Saturday, 7 June 2025

Radiation Or Convergence

Did human beings originate on a single planet, then spread to many planets throughout the Galaxy, or, alternatively,  did they originate on many planets, then converge? This question arises not in Poul Anderson's Terran Empire, four hundred light-years across, but in Isaac Asimov's Galactic Empire, literally filling the Galaxy although spreading no further.

The question is absurd. Asimov assumes a Galaxy full of terrestroid but uninhabited planets easily colonized by human beings without any need for terraforming or adaptation. He does not describe any extra-solar organisms from which human beings might have evolved. In fact, he does not describe any extra-solar organisms - whereas, for every exoplanet in his Technic History, Anderson always presents a full ecology of plants and animals. He also goes into detail about the evolution of some of extra-solar intelligent species. See Speculution

Anderson deserves to be read more widely than Asimov.

2 comments:

S.M. Stirling said...

Yeah, he does. Though to be fair, Poul was a scientist and interested in sciences other than physics, too. Also, he continuously updated details as discoveries were made.

Anonymous said...

Kaor, Paul!

To be fair to Asimov, he does gives us an interesting story in "Blind Alley," set in the early first Galactic Empire.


**Task to complete:** A word-for-word printout of the whole listing is needed.
BEGIN Record set
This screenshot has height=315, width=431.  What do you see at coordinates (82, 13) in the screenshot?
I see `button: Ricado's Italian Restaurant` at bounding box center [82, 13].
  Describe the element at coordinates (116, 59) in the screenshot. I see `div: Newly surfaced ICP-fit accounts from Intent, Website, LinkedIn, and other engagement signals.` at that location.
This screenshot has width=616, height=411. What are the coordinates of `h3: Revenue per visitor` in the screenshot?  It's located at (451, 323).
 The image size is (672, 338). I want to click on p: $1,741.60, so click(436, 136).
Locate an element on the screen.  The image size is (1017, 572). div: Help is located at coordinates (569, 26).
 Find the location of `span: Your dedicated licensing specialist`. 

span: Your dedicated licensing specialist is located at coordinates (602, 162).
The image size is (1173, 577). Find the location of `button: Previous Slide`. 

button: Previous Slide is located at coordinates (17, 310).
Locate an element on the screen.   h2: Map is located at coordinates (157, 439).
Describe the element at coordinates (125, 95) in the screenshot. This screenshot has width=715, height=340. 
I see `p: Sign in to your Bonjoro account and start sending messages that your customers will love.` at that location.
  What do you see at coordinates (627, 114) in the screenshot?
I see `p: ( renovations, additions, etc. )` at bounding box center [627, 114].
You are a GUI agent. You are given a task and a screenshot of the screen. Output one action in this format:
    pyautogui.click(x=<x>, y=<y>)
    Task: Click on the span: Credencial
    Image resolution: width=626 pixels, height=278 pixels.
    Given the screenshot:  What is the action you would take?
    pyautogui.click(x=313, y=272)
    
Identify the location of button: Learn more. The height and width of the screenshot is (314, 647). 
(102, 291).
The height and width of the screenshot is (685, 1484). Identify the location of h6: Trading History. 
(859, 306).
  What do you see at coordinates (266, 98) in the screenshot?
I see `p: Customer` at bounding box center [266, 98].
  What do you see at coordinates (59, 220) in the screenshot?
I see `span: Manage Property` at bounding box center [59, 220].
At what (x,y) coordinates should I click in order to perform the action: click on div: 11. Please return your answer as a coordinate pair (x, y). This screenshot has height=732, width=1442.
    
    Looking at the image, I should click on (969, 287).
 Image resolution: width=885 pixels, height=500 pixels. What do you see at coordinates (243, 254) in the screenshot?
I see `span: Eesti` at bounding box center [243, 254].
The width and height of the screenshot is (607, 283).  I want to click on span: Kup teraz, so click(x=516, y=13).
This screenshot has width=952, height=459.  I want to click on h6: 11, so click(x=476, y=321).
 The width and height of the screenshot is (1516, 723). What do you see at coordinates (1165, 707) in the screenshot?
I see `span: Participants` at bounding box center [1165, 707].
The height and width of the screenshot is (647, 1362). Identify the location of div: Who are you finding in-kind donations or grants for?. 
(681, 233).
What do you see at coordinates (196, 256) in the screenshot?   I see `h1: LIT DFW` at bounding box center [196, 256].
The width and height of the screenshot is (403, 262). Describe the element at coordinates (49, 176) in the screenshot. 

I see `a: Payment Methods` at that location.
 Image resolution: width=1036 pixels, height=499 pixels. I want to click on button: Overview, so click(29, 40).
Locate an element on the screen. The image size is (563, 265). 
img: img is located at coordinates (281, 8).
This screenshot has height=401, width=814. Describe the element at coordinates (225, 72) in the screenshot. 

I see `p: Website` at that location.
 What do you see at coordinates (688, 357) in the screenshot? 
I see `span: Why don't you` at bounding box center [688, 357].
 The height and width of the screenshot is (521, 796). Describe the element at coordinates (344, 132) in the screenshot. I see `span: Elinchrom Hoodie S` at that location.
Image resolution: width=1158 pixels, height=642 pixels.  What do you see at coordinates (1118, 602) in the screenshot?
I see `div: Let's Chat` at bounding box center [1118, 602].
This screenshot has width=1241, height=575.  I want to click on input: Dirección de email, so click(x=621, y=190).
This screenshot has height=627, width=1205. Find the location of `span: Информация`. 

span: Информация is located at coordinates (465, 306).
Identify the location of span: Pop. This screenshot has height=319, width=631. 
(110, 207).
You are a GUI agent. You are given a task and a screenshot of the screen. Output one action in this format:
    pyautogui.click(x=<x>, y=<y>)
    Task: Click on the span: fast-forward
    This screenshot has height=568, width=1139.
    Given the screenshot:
END Record set
**Completed exercise:**
This screenshot has height=315, width=431.  What do you see at coordinates (82, 13) in the screenshot?
I see `button: Ricado's Italian Restaurant` at bounding box center [82, 13].
  Describe the element at coordinates (116, 59) in the screenshot. I see `div: Newly surfaced ICP-fit accounts from Intent, Website, LinkedIn, and other engagement signals.` at that location.
This screenshot has width=616, height=411. What are the coordinates of `h3: Revenue per visitor` in the screenshot?  It's located at (451, 323).
 The image size is (672, 338). I want to click on p: $1,741.60, so click(436, 136).
Locate an element on the screen.  The image size is (1017, 572). div: Help is located at coordinates (569, 26).
 Find the location of `span: Your dedicated licensing specialist`. 

span: Your dedicated licensing specialist is located at coordinates (602, 162).
The image size is (1173, 577). Find the location of `button: Previous Slide`. 

button: Previous Slide is located at coordinates (17, 310).
Locate an element on the screen.   h2: Map is located at coordinates (157, 439).
Describe the element at coordinates (125, 95) in the screenshot. This screenshot has width=715, height=340. 
I see `p: Sign in to your Bonjoro account and start sending messages that your customers will love.` at that location.
  What do you see at coordinates (627, 114) in the screenshot?
I see `p: ( renovations, additions, etc. )` at bounding box center [627, 114].
You are a GUI agent. You are given a task and a screenshot of the screen. Output one action in this format:
    pyautogui.click(x=<x>, y=<y>)
    Task: Click on the span: Credencial
    Image resolution: width=626 pixels, height=278 pixels.
    Given the screenshot:  What is the action you would take?
    pyautogui.click(x=313, y=272)
    
Identify the location of button: Learn more. The height and width of the screenshot is (314, 647). 
(102, 291).
The height and width of the screenshot is (685, 1484). Identify the location of h6: Trading History. 
(859, 306).
  What do you see at coordinates (266, 98) in the screenshot?
I see `p: Customer` at bounding box center [266, 98].
  What do you see at coordinates (59, 220) in the screenshot?
I see `span: Manage Property` at bounding box center [59, 220].
At what (x,y) coordinates should I click in order to perform the action: click on div: 11. Please return your answer as a coordinate pair (x, y). This screenshot has height=732, width=1442.
    
    Looking at the image, I should click on (969, 287).
 Image resolution: width=885 pixels, height=500 pixels. What do you see at coordinates (243, 254) in the screenshot?
I see `span: Eesti` at bounding box center [243, 254].
The width and height of the screenshot is (607, 283).  I want to click on span: Kup teraz, so click(x=516, y=13).
This screenshot has width=952, height=459.  I want to click on h6: 11, so click(x=476, y=321).
 The width and height of the screenshot is (1516, 723). What do you see at coordinates (1165, 707) in the screenshot?
I see `span: Participants` at bounding box center [1165, 707].
The height and width of the screenshot is (647, 1362). Identify the location of div: Who are you finding in-kind donations or grants for?. 
(681, 233).
What do you see at coordinates (196, 256) in the screenshot?   I see `h1: LIT DFW` at bounding box center [196, 256].
The width and height of the screenshot is (403, 262). Describe the element at coordinates (49, 176) in the screenshot. 

I see `a: Payment Methods` at that location.
 Image resolution: width=1036 pixels, height=499 pixels. I want to click on button: Overview, so click(29, 40).
Locate an element on the screen. The image size is (563, 265). 
img: img is located at coordinates (281, 8).
This screenshot has height=401, width=814. Describe the element at coordinates (225, 72) in the screenshot. 

I see `p: Website` at that location.
 What do you see at coordinates (688, 357) in the screenshot? 
I see `span: Why don't you` at bounding box center [688, 357].
 The height and width of the screenshot is (521, 796). Describe the element at coordinates (344, 132) in the screenshot. I see `span: Elinchrom Hoodie S` at that location.
Image resolution: width=1158 pixels, height=642 pixels.  What do you see at coordinates (1118, 602) in the screenshot?
I see `div: Let's Chat` at bounding box center [1118, 602].
This screenshot has width=1241, height=575.  I want to click on input: Dirección de email, so click(x=621, y=190).
This screenshot has height=627, width=1205. Find the location of `span: Информация`. 

span: Информация is located at coordinates (465, 306).
Identify the location of span: Pop. This screenshot has height=319, width=631. 
(110, 207).
You are a GUI agent. You are given a task and a screenshot of the screen. Output one action in this format:
    pyautogui.click(x=<x>, y=<y>)
    Task: Click on the span: fast-forward
    This screenshot has height=568, width=1139.
    Given the screenshot:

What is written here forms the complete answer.